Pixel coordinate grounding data
::::

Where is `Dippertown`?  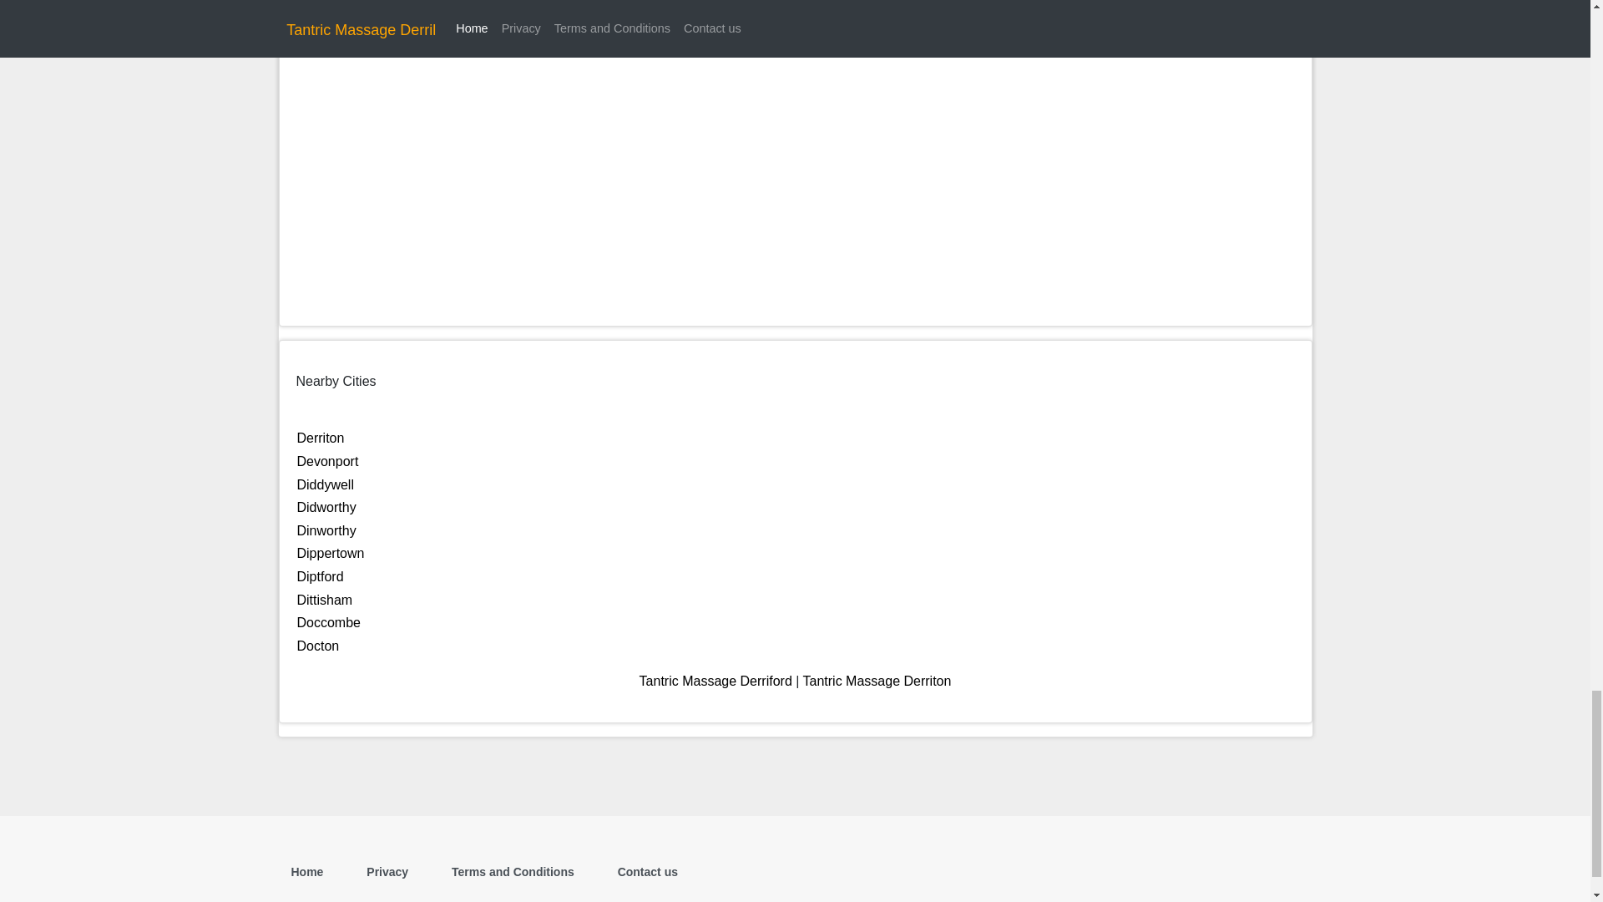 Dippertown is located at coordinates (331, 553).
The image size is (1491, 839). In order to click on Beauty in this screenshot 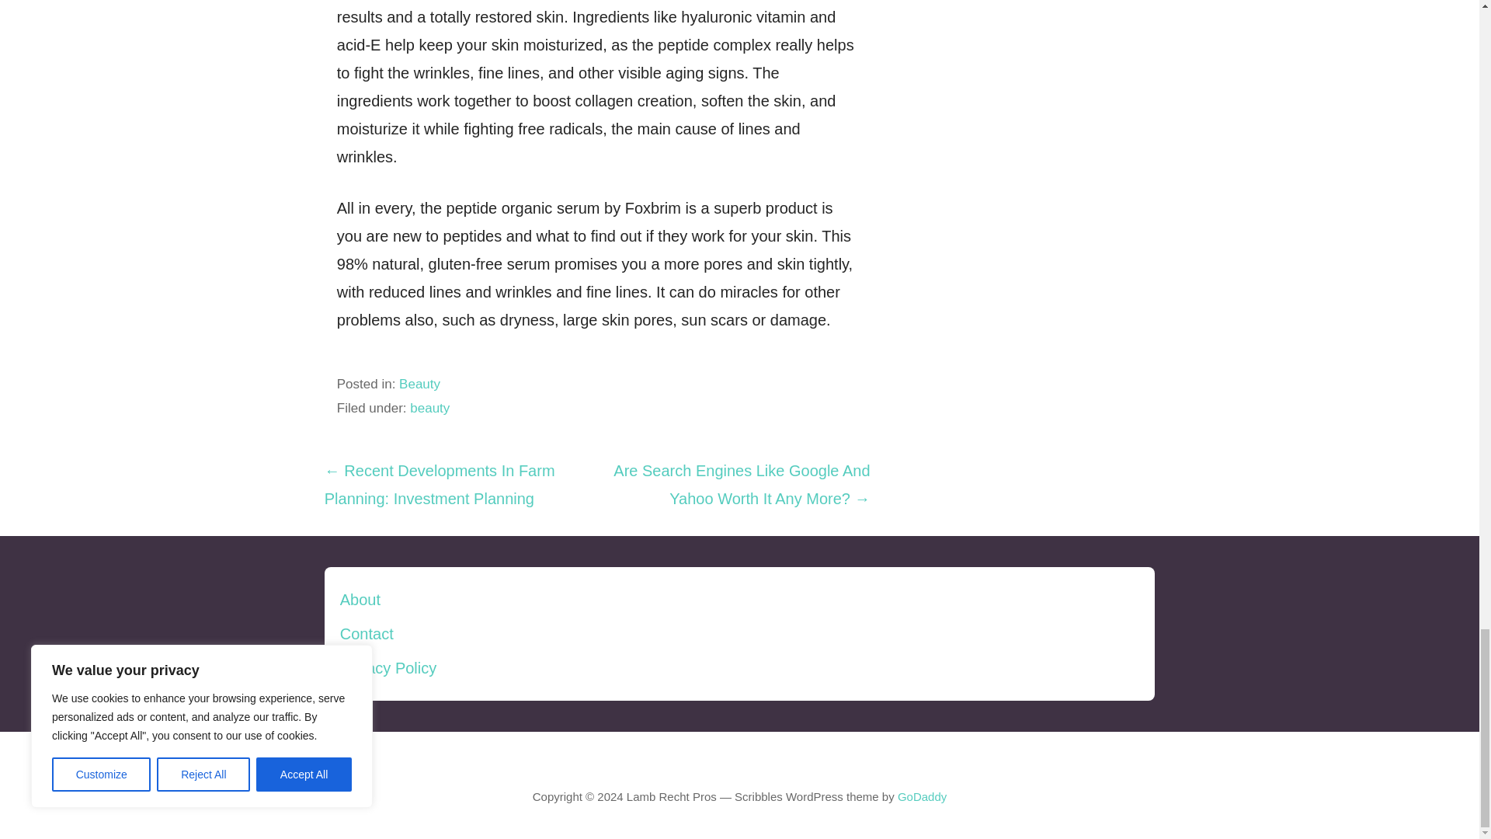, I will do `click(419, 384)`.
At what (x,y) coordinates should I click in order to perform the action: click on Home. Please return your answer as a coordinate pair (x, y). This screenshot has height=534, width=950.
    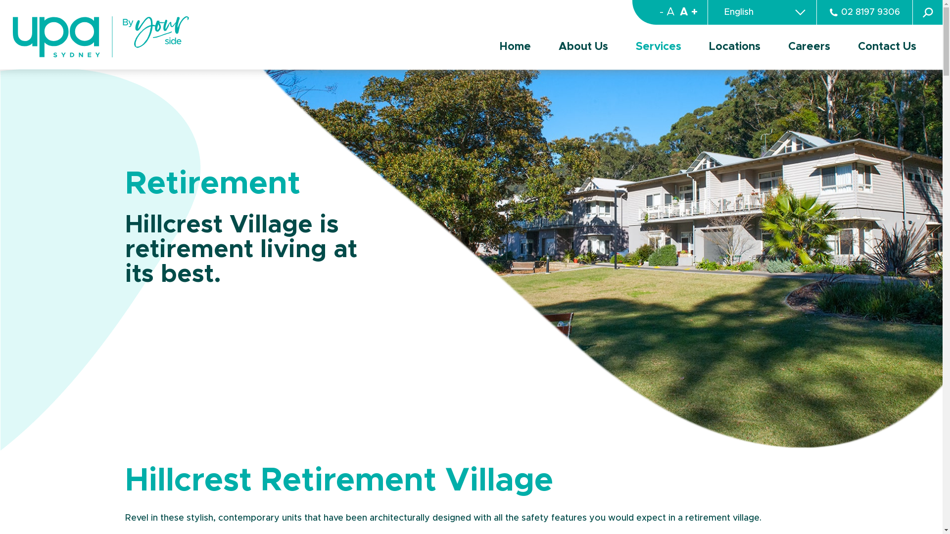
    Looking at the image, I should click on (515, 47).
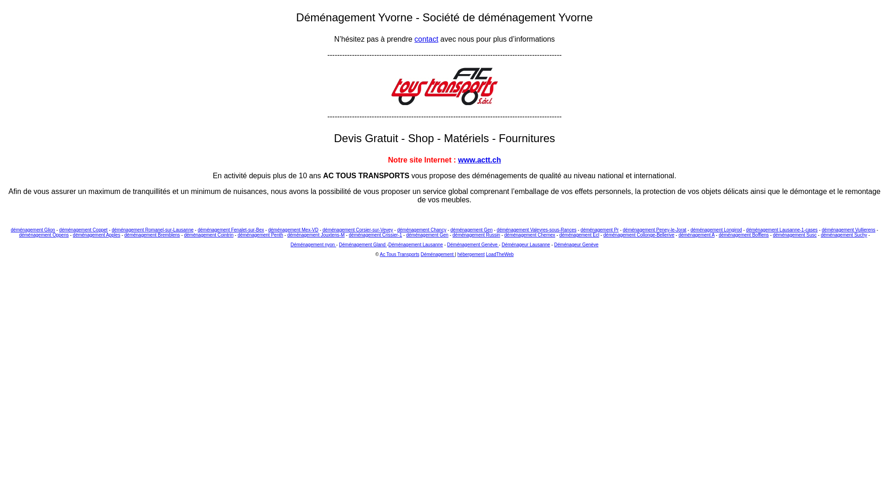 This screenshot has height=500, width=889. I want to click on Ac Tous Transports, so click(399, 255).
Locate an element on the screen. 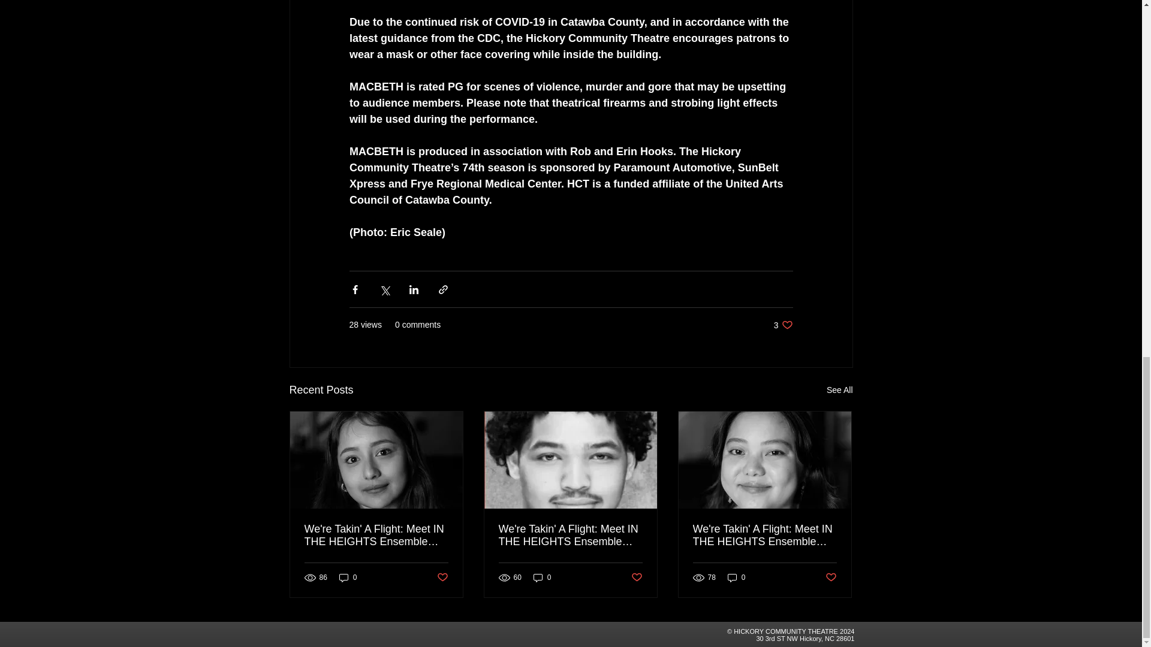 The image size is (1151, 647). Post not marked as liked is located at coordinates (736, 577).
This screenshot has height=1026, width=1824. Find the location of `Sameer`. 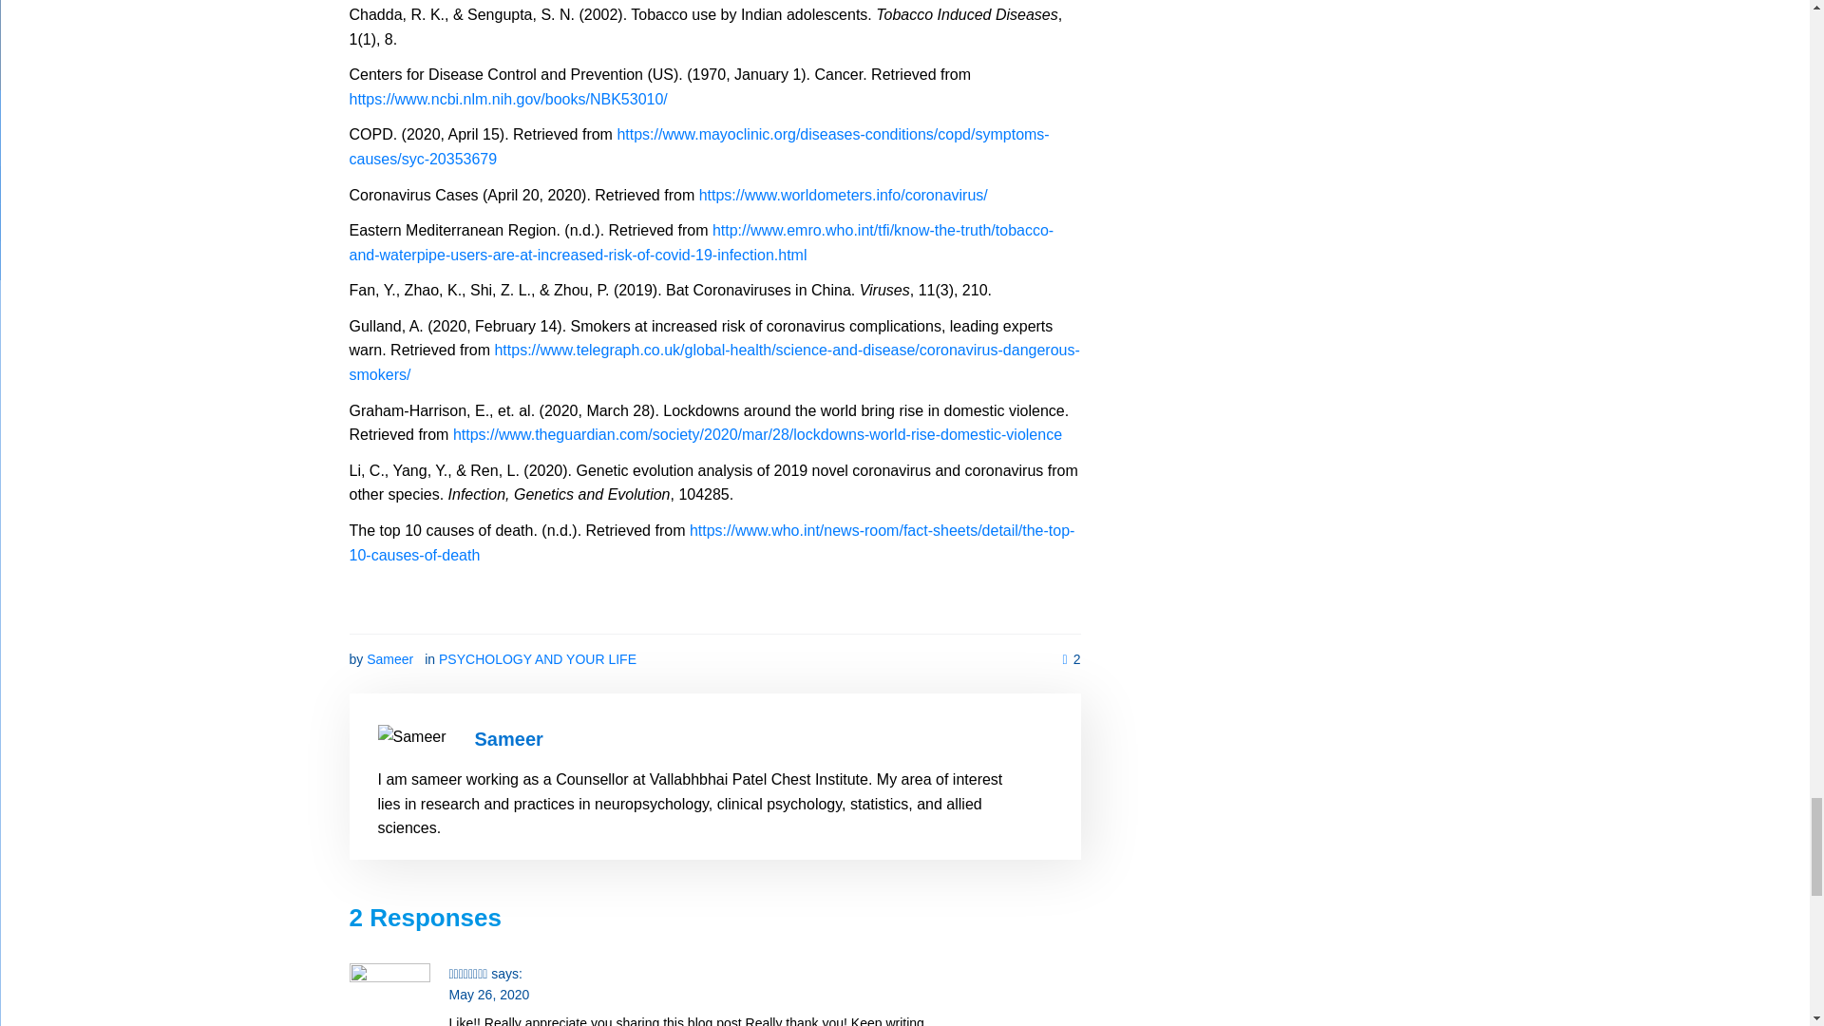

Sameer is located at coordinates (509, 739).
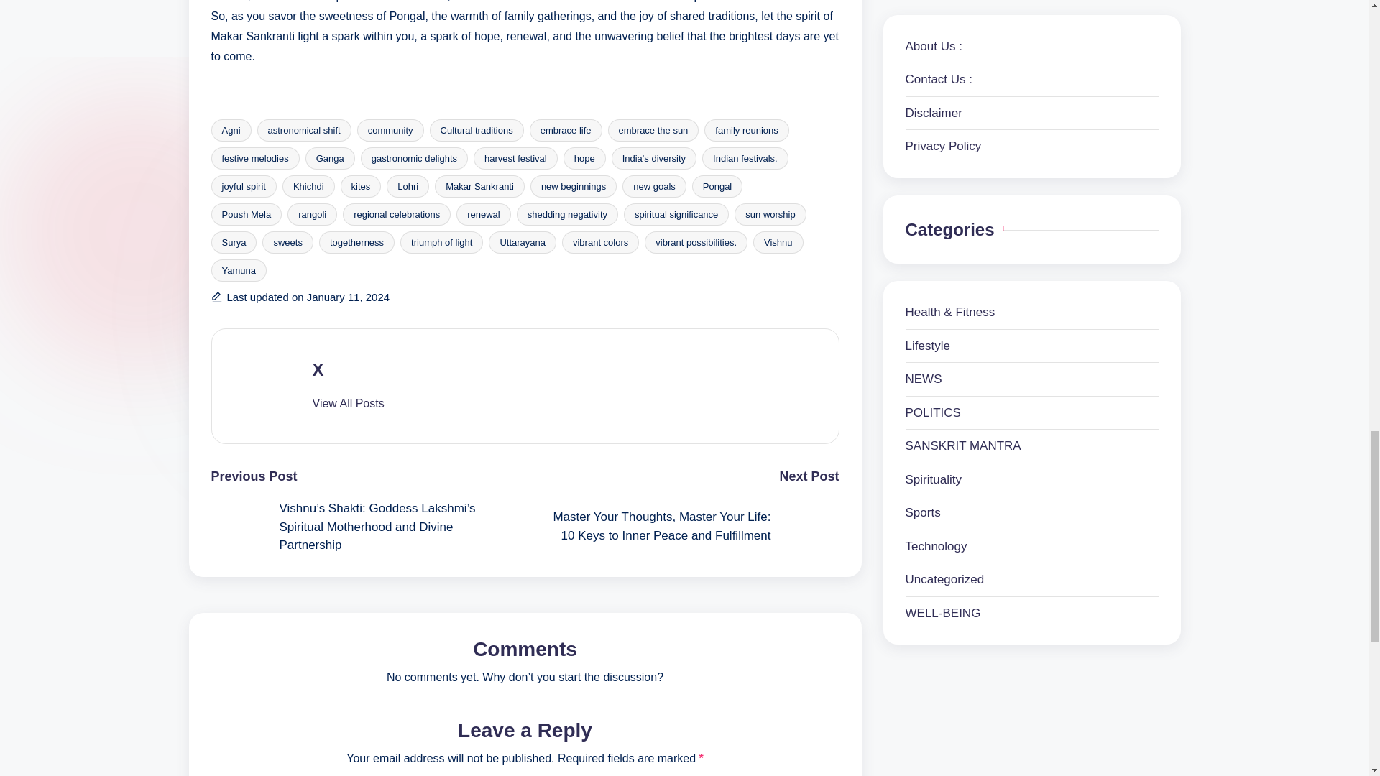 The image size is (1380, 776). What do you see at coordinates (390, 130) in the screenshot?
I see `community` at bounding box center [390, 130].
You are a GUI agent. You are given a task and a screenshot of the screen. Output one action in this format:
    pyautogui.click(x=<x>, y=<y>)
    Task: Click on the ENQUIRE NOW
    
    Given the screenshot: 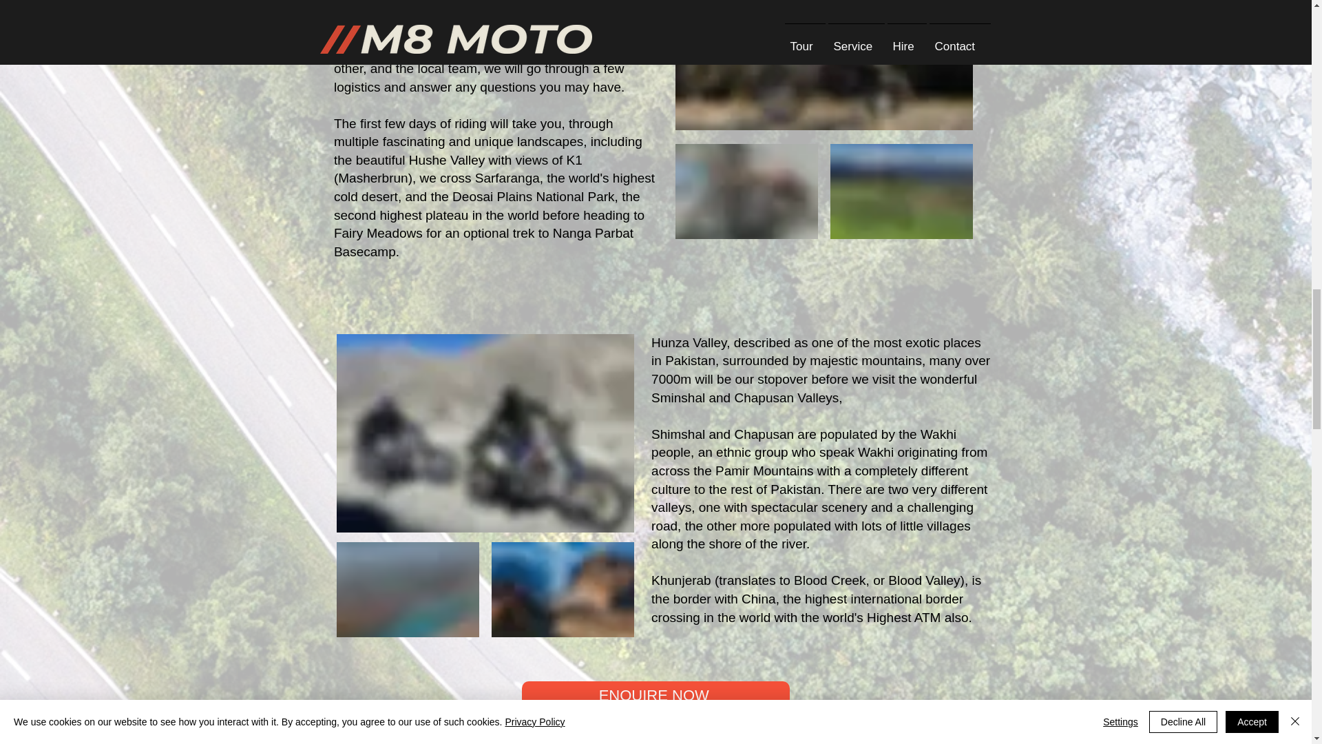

::::

## Exercise directions
Since the pictures are not part of the copy, please transcribe only the lines above from the one with "This screenshot has height=1026, width=1824." through the one with "You are a GUI", exactly and with both ends.

## Answer to the problem
This screenshot has height=1026, width=1824. Find the location of `Sameer`. 

Sameer is located at coordinates (509, 739).
 The image size is (1380, 776). What do you see at coordinates (390, 130) in the screenshot?
I see `community` at bounding box center [390, 130].
You are a GUI agent. You are given a task and a screenshot of the screen. Output one action in this format:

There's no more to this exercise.